A couple of weeks ago, I talked with Kevin Kiley, Chief Revenue Officer of OneTrust, on a session Level Legal sponsored with Buying Legal called “The Great Legal Shift of 2021: Procurement’s Role in Adding Value to the Business Bottom Line.” If you missed it, be sure to check it out online.

For those of you who aren’t familiar with OneTrust, in addition to being our newest technology partner, they are one of the most highly regarded vendors in our industry – recommended by nine of the top 10 highest-grossing law firms, half of the Fortune 500 and three of the Big Four. They are known for their comprehensive set of tools for privacy management, consent and preference management, integrated risk management, third-party risk management, ethics and compliance, and data governance.

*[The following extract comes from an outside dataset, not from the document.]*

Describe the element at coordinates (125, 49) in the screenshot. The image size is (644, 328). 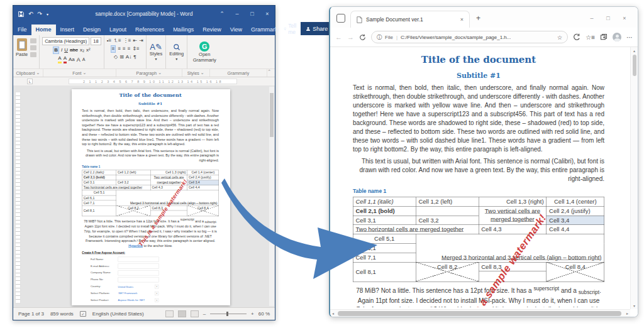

During my talk with Kevin, we primarily focused on three main themes.

Tool Mindsets Don’t Work

As we all know, the role of procurement for legal and compliance is undergoing a profound change. Until recently, organizations have tended to approach compliance challenges one problem at a time with a technology-first approach, choosing a tool to solve a problem. “Are you facing new privacy regulations in a particular jurisdiction? Here’s a tool to solve the problem.” That’s a tool mindset.

For too long, this technology-first “one size fits all” mindset has plagued our industry, resulting in inefficiencies or – even worse – penalties. Given today’s dynamic business and regulatory environments, it’s unrealistic to think you can effectively solve nuanced compliance problems by thinking that your go-to eDiscovery tool is the quick fix. Kevin and I talked about the importance of starting to think holistically about the combination of workflows, processes, and tools. We urged all legal buyers in the audience to know they have an opportunity to be agents of change – to help their organizations become better stewards of the information they manage.

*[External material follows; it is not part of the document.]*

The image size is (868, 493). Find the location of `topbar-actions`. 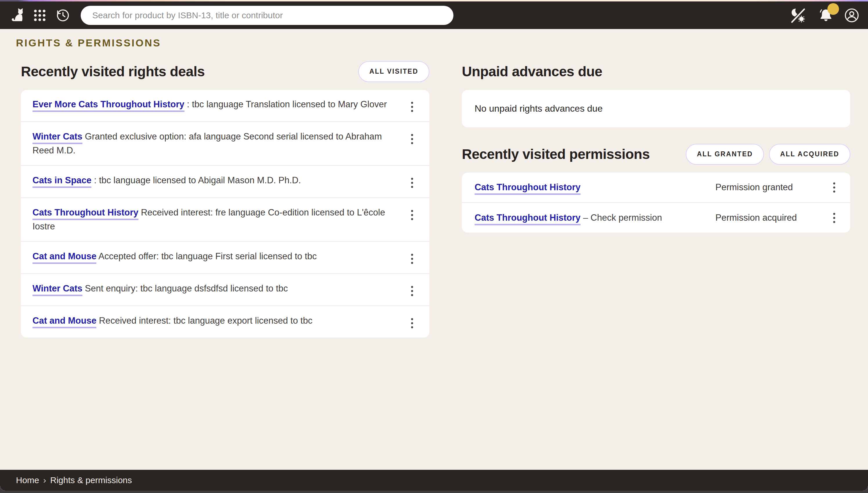

topbar-actions is located at coordinates (824, 16).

​Making Legal Human: Critical Thinking Matters

Managing compliance problems in a 21st-century global enterprise is no easy task. It encompasses multiple business units, countless activities and workflows, hundreds or even thousands of applications, and massive amounts of data flowing through the entire organization across international, regional, and local jurisdictions. While technology is a critical part of the solution, orchestrating all of this requires critical thinking that only humans can provide.

The solutions require data expertise, workflow and process expertise, legal expertise, industry expertise, and – yes – technology expertise. Identifying the right combination of tools and consultative services for a unique compliance challenge is like balancing art with science, both are needed to achieve an optimal outcome.

​Litigation Prevention

Toward the end of our session, Kevin and I offered practical tips to the audience. First and foremost, it starts with legal buyers leading the charge in adopting a more proactive posture when it comes to dealing with legal and compliance teams. Move beyond serving as the clean-up crew for compliance messes.

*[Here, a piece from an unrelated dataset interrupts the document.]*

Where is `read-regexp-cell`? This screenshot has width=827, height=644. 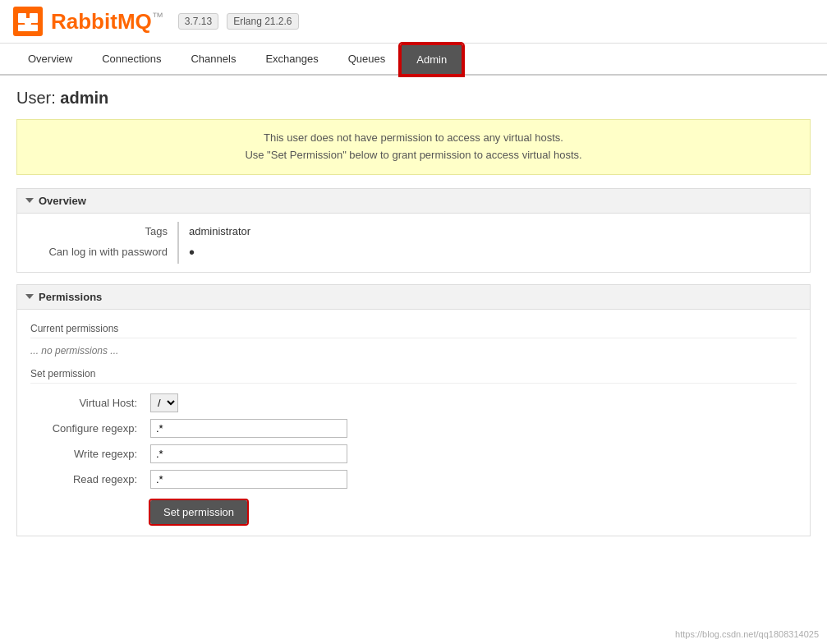
read-regexp-cell is located at coordinates (471, 480).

Imagine the possibilities of establishing key benchmarks and proactively identifying unforeseen emerging areas of risk in real-time before they become expensive problems to solve. Tools like OneTrust bring this reality to life. By aggregating and analyzing anonymized data across thousands of clients working in similar ways or in similar industries, they make those insights available to users in the same jurisdictions or using the same suppliers.

In closing, we provided one final word of advice: Don’t be discouraged. If all of this sounds overwhelming, OneTrust and Level Legal are huge proponents of the “crawl, walk, run” approach. Meet your immediate needs first without taking on too much too soon. Through our partnership, we are here to help combine the right toolset with the right workflow and data expertise you need to get started.